The California Democratic senator went on to say that “the committee’s report speaks for itself. It is based on millions of CIA’s own documents and internal communications—and those records support the study’s findings and conclusions. I believe the Senate report will stand the test of time. The report’s 500-page executive summary has been declassified and is available for all to read. While Mr. Morell was one of the relatively few people with access to the full 6,700 report, he told me before his retirement that he did not read it. Specifically, the accusations in this book that committee staff wrote a report to reach a preordained outcome—that it was a ‘prosecutor’s brief’ and that I directed staff to reach certain conclusions—are completely false and entirely without support. In fact, the Senate report reached many of the same conclusions as the CIA’s own internal study, now known as the Panetta Review.”

Despite that blowback from Democrats, many Republicans regard Morell as complicit in misdeeds by the Obama administration. Recalling his participation in Sarah Palin’s first national security briefing after she joined the GOP ticket in 2008, he assessed that “her knowledge of the world was diametrically opposed to that of her running mate. She knew almost nothing about the key foreign policy and national security issues of the day…She was in over her head, she seemed to me to know it, and it was not her fault. I felt sorry she had been put in that situation.”

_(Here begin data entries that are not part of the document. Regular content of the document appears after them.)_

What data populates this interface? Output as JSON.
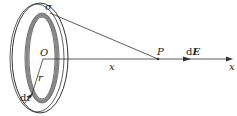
{
  "diagram": {
    "labels": {
      "sigma": "σ",
      "origin": "O",
      "radius": "r",
      "dr": "dr",
      "point": "P",
      "distance": "x",
      "axis": "x",
      "field_d": "d",
      "field_E": "E"
    },
    "colors": {
      "line": "#333333",
      "ring_fill": "#888888"
    }
  }
}
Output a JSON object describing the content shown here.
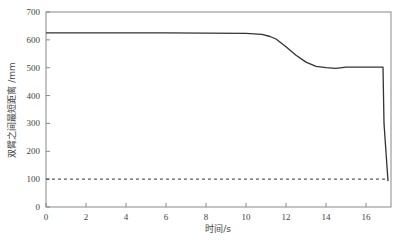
{
  "chart_data": {
    "type": "line",
    "title": "",
    "xlabel": "时间/s",
    "ylabel": "双臂之间最短距离 /mm",
    "xlim": [
      0,
      17.2
    ],
    "ylim": [
      0,
      700
    ],
    "x_ticks": [
      0,
      2,
      4,
      6,
      8,
      10,
      12,
      14,
      16
    ],
    "y_ticks": [
      0,
      100,
      200,
      300,
      400,
      500,
      600,
      700
    ],
    "grid": false,
    "legend": null,
    "series": [
      {
        "name": "双臂之间最短距离",
        "style": "solid",
        "color": "#333333",
        "x": [
          0,
          2,
          4,
          6,
          8,
          10,
          10.8,
          11.2,
          11.5,
          12,
          12.5,
          13,
          13.5,
          14,
          14.5,
          15,
          16,
          16.85,
          16.9,
          17.1
        ],
        "y": [
          625,
          625,
          625,
          625,
          624,
          623,
          620,
          612,
          603,
          575,
          545,
          520,
          505,
          500,
          498,
          502,
          502,
          502,
          300,
          93
        ]
      },
      {
        "name": "安全距离阈值",
        "style": "dashed",
        "color": "#333333",
        "x": [
          0,
          17.1
        ],
        "y": [
          100,
          100
        ]
      }
    ]
  },
  "caption": ""
}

When asked for a comment, Palin told CNN, “Get in line – behind Obama’s entire failed leftist team. Morell is actually defending Hillary on Benghazi and he had the talking points on Benghazi sanitized after innocent Americans were murdered. This shill for the radicals who lie to America whitewashes Benghazi, disgraces the sacrifice of fallen patriots who spilled blood for our freedom, yet thinks it’s important to spill ink on a woman who would love to debate him on all things ‘heartland America.'”

Clearly, despite Morell’s attempts otherwise, his will not be the last word.